🫦 Researchers pioneer pathway to mechanical intelligence by breaking symmetry in soft composite materials
https://techxplore.com/news/2025-11-pathway-mechanical-intelligence-symmetry-soft.html
🫦 Researchers pioneer pathway to mechanical intelligence by breaking symmetry in soft composite materials
https://techxplore.com/news/2025-11-pathway-mechanical-intelligence-symmetry-soft.html
A research team has developed soft composite systems with highly programmable, asymmetric mechanical responses. By integrating "shear-jamming transitions" into compliant polymeric solids, this innovative work enhances key material functionalities essential for engineering mechano-intelligent systems—a major step toward the development of next-generation smart materials and devices.
I got an IBM Model M keyboard
Hey hive mind - I'm keen to start a PhD and move toward academia, and am thinking about potential research topics. I'm an experienced structural #engineer and want to transition toward #sustainability as much as I can. But I'm not sure what that means for viable #research areas...
I have particular expertise in mechanics of #materials, software development ( #Python and #JavaScript), and cold-formed steel / #buckling of thin-walled structures.
Anyone out there have any suggestions for specific topics or general directions?
The experiments were dramatic, here are the
spectacular simulations by Marino's team.
#tissue #epithelium #buckling #shell #elasticity #biophysics #biomechanics
#taz:
"
Anbiederungen an Elon Musk
Der deutsche Kriecher
Die Unterwürfigkeit hiesiger Pseudoliberaler gegenüber Elon Musk scheint anlasslos und bizarr. Überlegungen zur Untertanenmentalität.
"
https://taz.de/Anbiederungen-an-Elon-Musk/!6057145/
8.1.2025
#Anbiederung #AutoritärerLibertarismus #Bückling #DerUntertan #Deutschland #Imponiergehabe #Macht #Musk #SocialMedia #Twitter #Untertan #Würde #X
Some seabirds, including gannets and boobies, feed by plunge diving. From high in the air, they fold their wings and dive like darts into the water, impacting at speeds around 24 m/s to help them reach the depths where their prey swim. With their narrow beaks and necks, the critical moments in this feat come when the bird’s head is submerged but its body remains out of the water. At this point, the bird’s head is decelerating quickly and its body is still moving at full speed; if the neck cannot withstand this combination of forces, it will buckle.
But plunge divers, it turns out, have a secret weapon that helps them handle impact: their head shape. A study of water entry dynamics using 3D-printed models of birds’ heads found that plunge divers have a shape that increases the amount of time it takes to enter the water. The impact forces stretch out over that longer period of contact, which also stretches out the time it takes for the bird to reach its maximum deceleration. The end result? That extended contact time protects birds from unsafe levels of deceleration, just like a crumple-zone in a crashing car keeps its occupants from experiencing the worst decelerations. (Image credit: K. Zhou/BPOTY; research credit: S. Sharker et al.; via Colossal)
https://fyfluiddynamics.com/2024/10/immersion/
#biology #birds #buckling #diving #fluidDynamics #physics #plungeDiving #science #waterEntry
@preLights
And we also had a variant of your pathway C of #epithelial fold formation : folding by *tensile* mechanical #buckling
(Note: these are my hands on the photo, so technically this is my own's only and single published experiment!)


** DIRECTIONS **
Each line of the records below that contains "this" needs to be copied.

** DATA EXTRACT **
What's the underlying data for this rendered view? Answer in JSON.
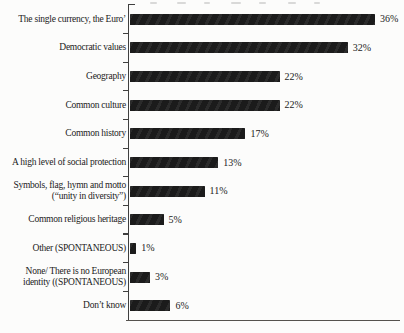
{
  "chart_data": {
    "type": "bar",
    "orientation": "horizontal",
    "title": "",
    "xlabel": "",
    "ylabel": "",
    "unit": "%",
    "xlim": [
      0,
      40
    ],
    "grid": false,
    "legend": "none",
    "bar_color": "#1b1b1b",
    "axis_color": "#3f3f3f",
    "text_color": "#222222",
    "background_color": "#fcfcfb",
    "categories": [
      "The single currency, the Euro’",
      "Democratic values",
      "Geography",
      "Common culture",
      "Common history",
      "A high level of social protection",
      "Symbols, flag, hymn and motto\n(“unity in diversity”)",
      "Common religious heritage",
      "Other (SPONTANEOUS)",
      "None/ There is no European\nidentity ((SPONTANEOUS)",
      "Don’t know"
    ],
    "values": [
      36,
      32,
      22,
      22,
      17,
      13,
      11,
      5,
      1,
      3,
      6
    ],
    "value_labels": [
      "36%",
      "32%",
      "22%",
      "22%",
      "17%",
      "13%",
      "11%",
      "5%",
      "1%",
      "3%",
      "6%"
    ]
  }
}
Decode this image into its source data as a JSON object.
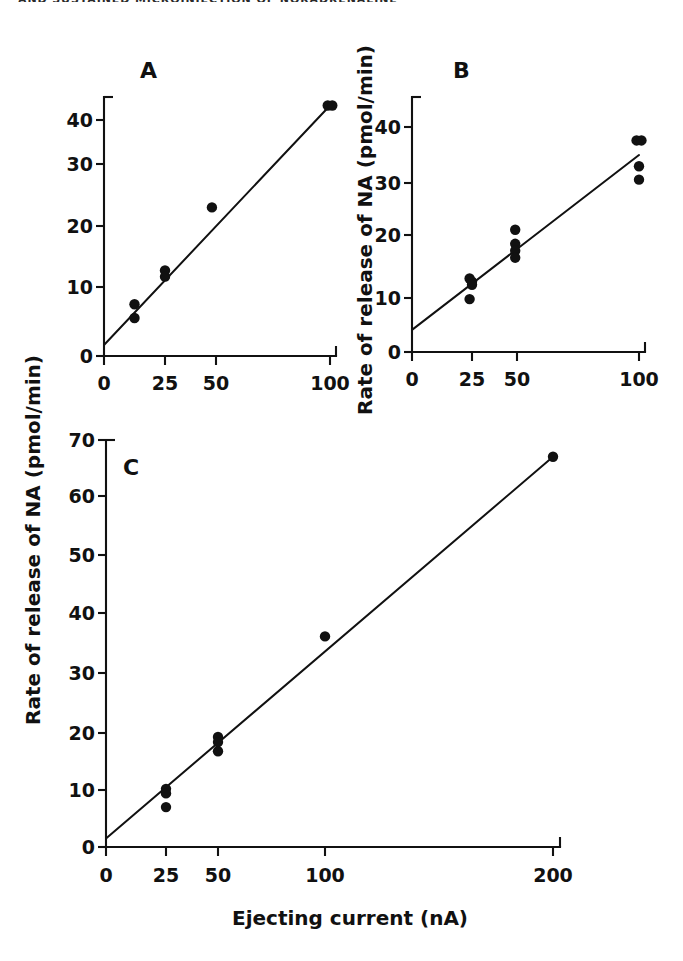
{
  "page": {
    "running_head": "AND SUSTAINED MICROINJECTION OF NORADRENALINE",
    "background_color": "#ffffff",
    "ink_color": "#111111"
  },
  "axis_titles": {
    "y": "Rate of release of NA (pmol/min)",
    "x": "Ejecting current (nA)"
  },
  "panels": {
    "a": {
      "letter": "A"
    },
    "b": {
      "letter": "B"
    },
    "c": {
      "letter": "C"
    }
  },
  "ticks": {
    "panel_a_y": [
      "0",
      "10",
      "20",
      "30",
      "40"
    ],
    "panel_a_x": [
      "0",
      "25",
      "50",
      "100"
    ],
    "panel_b_y": [
      "0",
      "10",
      "20",
      "30",
      "40"
    ],
    "panel_b_x": [
      "0",
      "25",
      "50",
      "100"
    ],
    "panel_c_y": [
      "0",
      "10",
      "20",
      "30",
      "40",
      "50",
      "60",
      "70"
    ],
    "panel_c_x": [
      "0",
      "25",
      "50",
      "100",
      "200"
    ]
  },
  "chart_data": [
    {
      "type": "scatter",
      "title": "A",
      "xlabel": "Ejecting current (nA)",
      "ylabel": "Rate of release of NA (pmol/min)",
      "xlim": [
        0,
        100
      ],
      "ylim": [
        0,
        45
      ],
      "xticks": [
        0,
        25,
        50,
        100
      ],
      "yticks": [
        0,
        10,
        20,
        30,
        40
      ],
      "grid": false,
      "legend": "none",
      "points": [
        {
          "x": 12.5,
          "y": 7.5
        },
        {
          "x": 12.5,
          "y": 5.5
        },
        {
          "x": 25,
          "y": 12.7
        },
        {
          "x": 25,
          "y": 11.7
        },
        {
          "x": 48,
          "y": 23.0
        },
        {
          "x": 99,
          "y": 43.3
        },
        {
          "x": 101,
          "y": 43.3
        }
      ],
      "fit_line": {
        "x0": 0,
        "y0": 1.6,
        "x1": 100,
        "y1": 43.3
      }
    },
    {
      "type": "scatter",
      "title": "B",
      "xlabel": "Ejecting current (nA)",
      "ylabel": "Rate of release of NA (pmol/min)",
      "xlim": [
        0,
        100
      ],
      "ylim": [
        0,
        45
      ],
      "xticks": [
        0,
        25,
        50,
        100
      ],
      "yticks": [
        0,
        10,
        20,
        30,
        40
      ],
      "grid": false,
      "legend": "none",
      "points": [
        {
          "x": 24,
          "y": 13.1
        },
        {
          "x": 25,
          "y": 12.6
        },
        {
          "x": 25,
          "y": 12.1
        },
        {
          "x": 24,
          "y": 9.8
        },
        {
          "x": 49,
          "y": 21.0
        },
        {
          "x": 49,
          "y": 18.6
        },
        {
          "x": 49,
          "y": 17.5
        },
        {
          "x": 49,
          "y": 16.4
        },
        {
          "x": 99,
          "y": 37.6
        },
        {
          "x": 101,
          "y": 37.6
        },
        {
          "x": 100,
          "y": 33.0
        },
        {
          "x": 100,
          "y": 30.6
        }
      ],
      "fit_line": {
        "x0": 0,
        "y0": 4.1,
        "x1": 100,
        "y1": 35.0
      }
    },
    {
      "type": "scatter",
      "title": "C",
      "xlabel": "Ejecting current (nA)",
      "ylabel": "Rate of release of NA (pmol/min)",
      "xlim": [
        0,
        200
      ],
      "ylim": [
        0,
        72
      ],
      "xticks": [
        0,
        25,
        50,
        100,
        200
      ],
      "yticks": [
        0,
        10,
        20,
        30,
        40,
        50,
        60,
        70
      ],
      "grid": false,
      "legend": "none",
      "points": [
        {
          "x": 25,
          "y": 10.2
        },
        {
          "x": 25,
          "y": 9.4
        },
        {
          "x": 25,
          "y": 7.0
        },
        {
          "x": 50,
          "y": 19.3
        },
        {
          "x": 50,
          "y": 18.4
        },
        {
          "x": 50,
          "y": 16.8
        },
        {
          "x": 100,
          "y": 36.1
        },
        {
          "x": 200,
          "y": 67.0
        }
      ],
      "fit_line": {
        "x0": 0,
        "y0": 1.5,
        "x1": 200,
        "y1": 67.0
      }
    }
  ]
}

** RESPONSE AREA **
What's the underlying data for this rendered view? Answer in JSON.
Decode this image into its source data as a JSON object.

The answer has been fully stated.